Question 2 (S2P2 as a Pretrained Backbone)
Yes, S2P2 can indeed be used as a pretrained model for downstream tasks. One can use the final hidden state after conditioning on events, or alternatively, leverage the latent state trajectory across time for richer representations. Given the expressiveness of S2P2, we agree this direction is promising. Exploring these variants systematically, e.g., via ablations on clinical classification in EHRSHOT, will be a valuable extension for future work. We will add this in the discussion section of any camera-ready version.
Question 3 (Empirical Performance of NHP vs. THP)
All baselines used up-to-date PyTorch implementations provided by the EasyTPP library [2]. The library’s implementations for NHP and THP are adopted from Yang et al. [3]. These versions were explicitly confirmed by the original authors as being correct (see footnote on pg. 8 of [3]). As noted in [3] and confirmed in our experiments, NHP often outperforms THP under this setup. We will clarify these implementation details in the final version.
[2] Xue, Siqiao, et al. "EasyTPP: Towards Open Benchmarking Temporal Point Processes." Proceedings of the Twelfth International Conference on Learning Representations (ICLR). 2024.
[3] Yang, Chenghao, Hongyuan Mei, and Jason Eisner. "Transformer Embeddings of Irregularly Spaced Events and Their Participants." Proceedings of the Tenth International Conference on Learning Representations (ICLR). 2022.
Minor Fixes
Thank you for spotting these typos! We will be sure to correct them in a camera-ready version.
Summary
We sincerely thank the reviewer for taking the time to assess our submission, for the encouraging and insightful feedback, and for pointing out areas where our presentation can be refined. We are happy to clarify anything further!
-- Submission 20144 Authors
Thanks for these helpful responses. I will keep my score.
Dear Reviewers,
The authors have posted their rebuttals. If you have any additional questions or require clarification, please add your comments as soon as possible—the author-reviewer discussion period ends in one week.

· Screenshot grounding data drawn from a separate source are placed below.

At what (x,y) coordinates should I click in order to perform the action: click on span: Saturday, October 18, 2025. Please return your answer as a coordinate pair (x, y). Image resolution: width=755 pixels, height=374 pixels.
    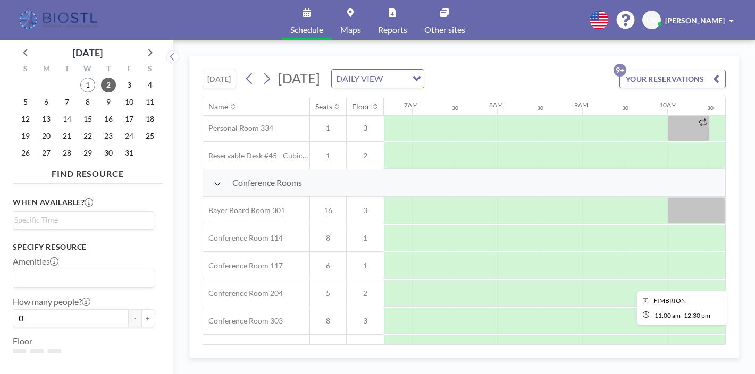
    Looking at the image, I should click on (150, 119).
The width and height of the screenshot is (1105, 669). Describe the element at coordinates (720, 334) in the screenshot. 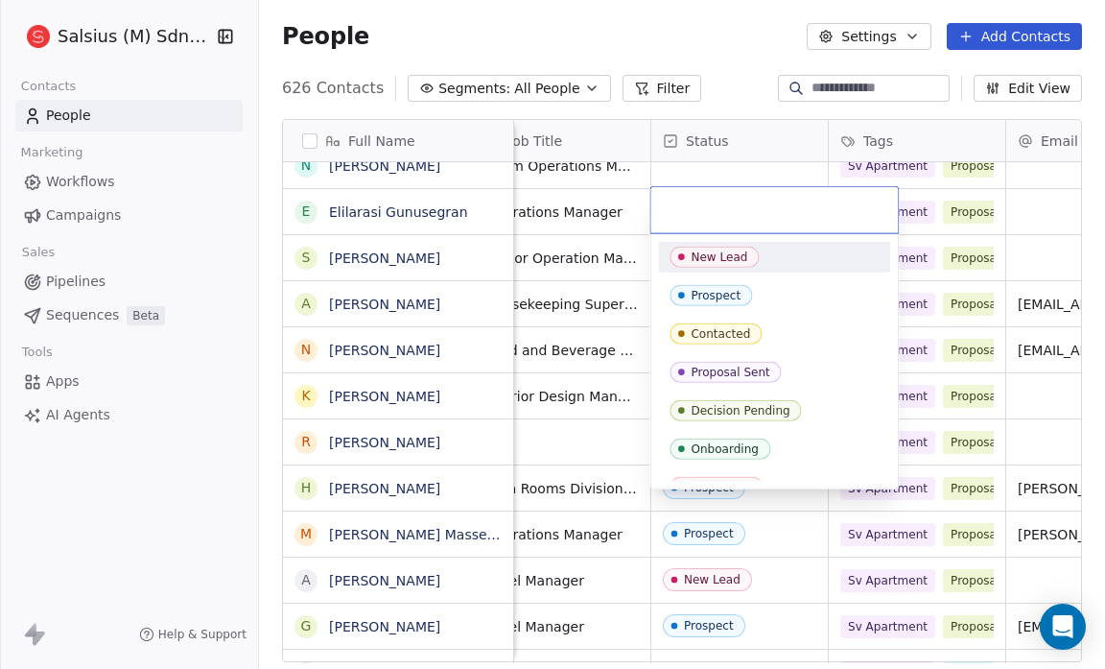

I see `div: Contacted` at that location.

Thank you for your prompt attention.
Best regards,
AC
Here is a gentle reminder: The Author-Reviewer discussions will end by Aug 8, 11.59pm AoE. Please also be aware that there is a "Mandatory Acknowledgement" for the reviewers.

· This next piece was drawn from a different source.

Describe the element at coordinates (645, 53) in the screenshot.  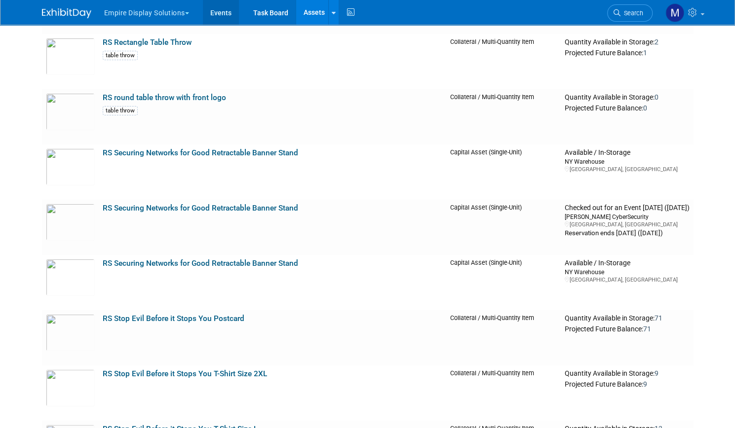
I see `span: 1` at that location.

The paper introduces S2P2, a state-space point process model that integrates linear Hawkes processes with modern deep state-space modeling techniques to effectively capture the dynamics of marked temporal point processes. Its key contributions are the Latent Linear Hawkes layer, efficient parallelizable inference, and strong empirical gains (33% average improvement over baselines across eight datasets). Reviewers highlighted the paper’s technical novelty, careful exposition, and thorough experiments as major strengths. Concerns raised were mainly about interpretability, clarity on comparisons with some baselines, dense mathematical exposition, and extensions to non-categorical marks or robustness to corrupted data. The rebuttal convincingly addressed these points by clarifying distinctions from prior work, elaborating on hyperparameter selection, scalability, and stability, and outlining interpretability and robustness as promising directions for future research. All reviewers maintained positive scores after discussion, with one strong accept. Given the combination of conceptual novelty, rigorous methodology, and state-of-the-art empirical performance, I recommend acceptance. This paper makes a significant and timely contribution to probabilistic modeling of event sequences and will likely have strong impact in both theoretical and applied domains.